Good to have around in general principle regardless of how the economy is doing at the moment. Store well, have intrinsic value, and are small enough to barter. I think of societal collapse as happening in stages:
Market infrastructure (banks, stock exchanges) still hobbling along in the midst of deep recession. Good time to have metals, short/liquidate stocks.
Market infrastructure crumbles. People starting to use precious metals. Good time to convert surplus precious metals into portable objects that are intrinsically useful and easy to trade. Or real estate if you can swing it.
Collapse of distribution networks means that certain goods are unavailable at any price in certain areas. Good time to already be stocked up on those goods, and ready to barter them, to expand purchasing power.
Find other people sympathetic to restoration. Use their help and whatever resources you’ve managed to secure in the previous steps to get the civilization ball rolling again.
Sure. Beans and ammo were really popular among IT dudes like me who understood the kind of shit-storm that was brewing and was narrowly averted. Silver dollars were also popular, and I still have mine stacked up somewhere.
Now it’s vanished down the memory hole except for occasional cameo appearances as an example of why you shouldn’t pay attention to alarmists.
I drew a different lesson from the experience: not all dire predictions are self-fulfilling. Some are self-negating, and they look exactly like that one. I fondly hope all today’s doomsday alarmism also turns out to be this “unfounded”.
Beans, check.
Ammo, check.
Good to have around in general principle regardless of how the economy is doing at the moment. Store well, have intrinsic value, and are small enough to barter. I think of societal collapse as happening in stages:
Market infrastructure (banks, stock exchanges) still hobbling along in the midst of deep recession. Good time to have metals, short/liquidate stocks.
Market infrastructure crumbles. People starting to use precious metals. Good time to convert surplus precious metals into portable objects that are intrinsically useful and easy to trade. Or real estate if you can swing it.
Collapse of distribution networks means that certain goods are unavailable at any price in certain areas.
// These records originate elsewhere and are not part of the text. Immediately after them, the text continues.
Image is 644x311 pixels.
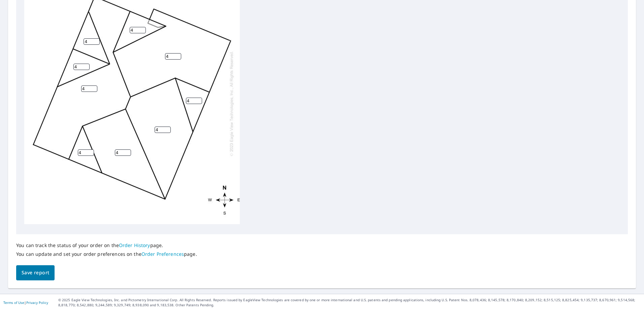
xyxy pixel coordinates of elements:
[3,300,24,305] a: Terms of Use
[16,243,197,249] p: You can track the status of your order on the page.
[26,300,48,305] a: Privacy Policy
[16,265,54,281] button: Save report
[119,242,150,249] a: Order History
[22,269,49,277] span: Save report
[58,298,641,308] p: © 2025 Eagle View Technologies, Inc. and Pictometry International Corp. All Rights Reserved. Repo...
[142,251,184,257] a: Order Preferences
[3,301,48,305] p: |
[16,251,197,257] p: You can update and set your order preferences on the page.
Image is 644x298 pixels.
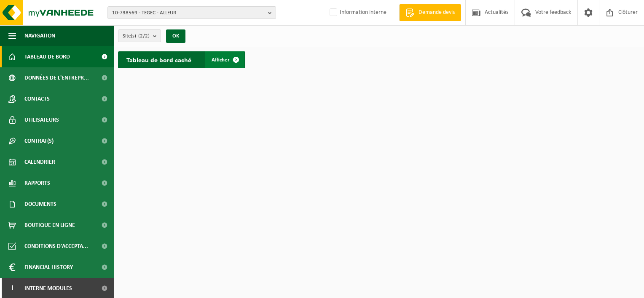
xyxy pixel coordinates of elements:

Good time to already be stocked up on those goods, and ready to barter them, to expand purchasing power.
Find other people sympathetic to restoration. Use their help and whatever resources you’ve managed to secure in the previous steps to get the civilization ball rolling again.
...have you been around (as an intertubes-reading creature) in 1999? Beans and ammo were REALLY popular then. Among a certain kind of crowd, that is.
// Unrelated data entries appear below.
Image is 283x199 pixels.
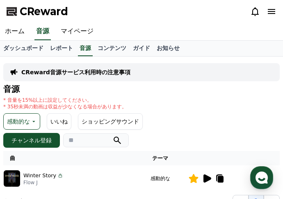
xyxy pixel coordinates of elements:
button: ショッピングサウンド [78,113,143,129]
a: 音源 [78,41,93,56]
a: ガイド [129,41,153,56]
p: 感動的な [7,116,30,127]
button: いいね [47,113,71,129]
a: コンテンツ [94,41,129,56]
a: CReward [7,5,68,18]
h4: 音源 [3,84,279,93]
a: 音源 [34,23,51,40]
td: 感動的な [136,165,185,191]
a: マイページ [56,23,98,40]
img: music [4,170,20,186]
a: レポート [47,41,76,56]
p: * 音量を15%以上に設定してください。 [3,97,127,103]
a: CReward音源サービス利用時の注意事項 [21,68,130,76]
th: テーマ [136,151,185,165]
button: チャンネル登録 [3,133,60,148]
p: Flow J [23,179,64,186]
a: お知らせ [153,41,183,56]
p: * 35秒未満の動画は収益が少なくなる場合があります。 [3,103,127,110]
button: 感動的な [3,113,40,129]
p: Winter Story [23,171,56,179]
span: CReward [20,5,68,18]
th: 曲 [3,151,136,165]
Sure. Beans and ammo were really popular among IT dudes like me who understood the kind of shit-storm that was brewing and was narrowly averted. Silver dollars were also popular, and I still have mine stacked up somewhere.
Now it’s vanished down the memory hole except for occasional cameo appearances as an example of why you shouldn’t pay attention to alarmists.
I drew a different lesson from the experience: not all dire predictions are self-fulfilling. Some are self-negating, and they look exactly like that one. I fondly hope all today’s doomsday alarmism also turns out to be this “unfounded”.